Clean-shaven of Cullercoats joins the Fuzz

1859
You might prefer me clean-shaven or ask 'Why all the fuzz?'

I AM GROWING A BEARD. The trouble is, so is almost everyone else.

Time was, a beard was a symbol of a towering intellect. People such as Karl Marx, D.H.Lawrence or Allen Ginsberg were all liberally endowed with facial hair. They had towering intellects and thus (I argued) had earned the right to sport generous beards.

So convinced was I that a beard represented a towering intellect, I felt distinctly uncomfortable upon coming across a bearded specimen, only to discover him to be a nincompoop. The beard, I would tell myself, was there on false pretences.

I first grew a beard as my three years at Sheffield University approached back in the mid-Sixties. I grew it because I was rather a louche specimen of 21 who had wasted the four years since leaving school and was afraid that all those bright young things clutching their top grade A-Level certificates might expose me as a charlatan. A beard might just fool them.

It fooled no-one. However, the beard lasted 15 years and was only shaved off when I went to a fancy dress party as Dracula. No-one has ever seen a bearded Dracula, so off it came.

When I later removed the white face paint it was to discover a ridiculous-looking stranger beneath. It took two days to pluck up courage to leave the house and still I was convinced that every person I passed in the street burst into gales of laughter as soon as I was out of range.

Had I been able to will the beard to regrow in an instant and hide what I saw as a ludicrous face, I would have done so. I slowly got used to the ludicrous face and have thus remained clean-shaven on Tyneside for 30 years.

Now the beard is back. Then it was brown; now it is white with touches of grey. It is still as tough as a bristle brush in contrast to what remains of my hair higher up, which is thin and fine and with little more substance than a wisp of smoke.

I am intrigued just where this transition takes place. Hair growth is continuous from the top of the head down to the lower chin. At what exact point down the head does the texture of the bristle brush become that of the wisp of smoke?

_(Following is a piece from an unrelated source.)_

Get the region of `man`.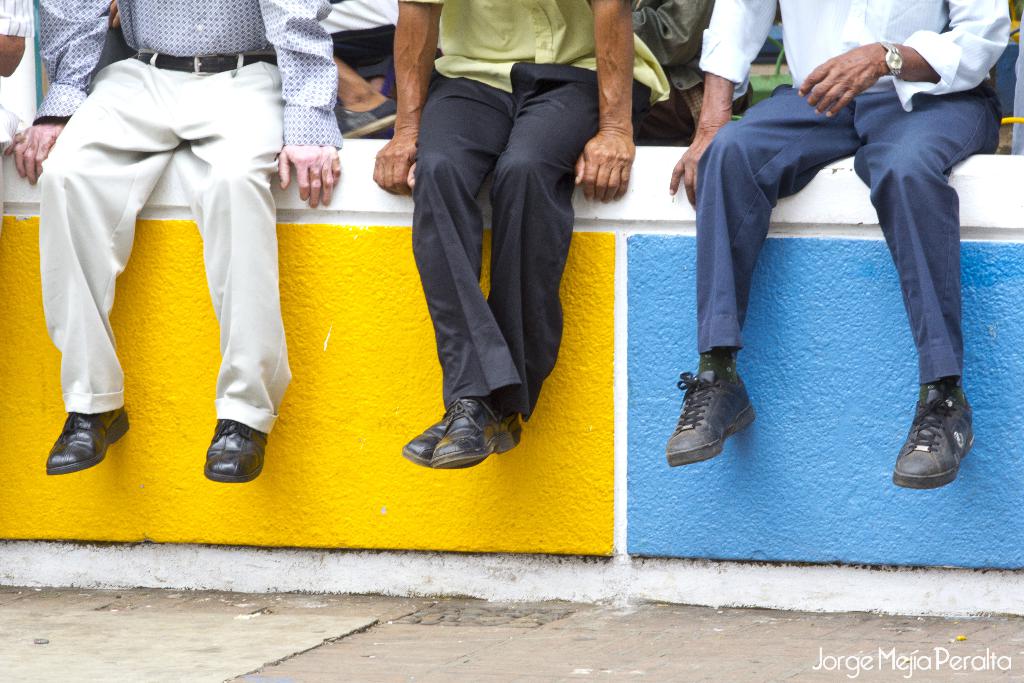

No matter. Beards are now in profusion: long ones, short ones, bushy ones, close cropped ones, designer stubble ones. I know one man whose closely defined white beard descends from his chin in a long, carefully-groomed oblong shape, as if someone ha stuck a narrow block of ice-cream thereon.

Another has a beard of a long, carefully coiffured pigtail emanating from the chin centre with the rest of him clean-shaven. I want to tug it to see if it clangs a bell summoning the servants.

Footballers now have beards which somehow seems against the laws of nature. I am hard put to think of a recent prime minister, US president or Pope with a beard, nor do many of those ludicrously overpaid top executives of large corporations sport facial hair, a hangover. perhaps. of a culture which still saw the beard as slightly bohemian and counter-culture. This is in stark contrast to the moustache which has always somehow represented a stiff-backed conformity.

The belief that a beard saves on shaving time is false. Unless it is one of those huge bushy things allowed to run rampant, a beard needs careful tending. My own I would describe as dapper and petite [Readers may disagree. Comments and opinions, please, below – ED]. Others may have their own definition. I am tempted to cultivate the bottom into a point rather like Emperor Ming in Flash Gordon (though his beard of course was as black as boot polish).

Some people dye their beards. Ringo Starr seems to dye every wisp of hair round his head, including beard, eyebrows and what’s left on top. Every one of those filthy rich oil sheikhs from Saudi Arabia and elsewhere has a short dyed black beard framed under the tea towel (who do they think they’re fooling?).

A poignant moment in the recent splendid Hercule Poirot TV drama saw the dyed beard of John Malkovitch suddenly and humiliatingly start to run.

‘You appear to be melting Monsieur Poirot,’ comments his 25-year-old rival, after which the celebrated sleuth wisely gives up the pretence of youth.

My own beard is just short of one month in, and has, I suspect, reached its optimum length. Several folk have passed moderately complimentary comments. . . though I still await the first reference to my towering intellect.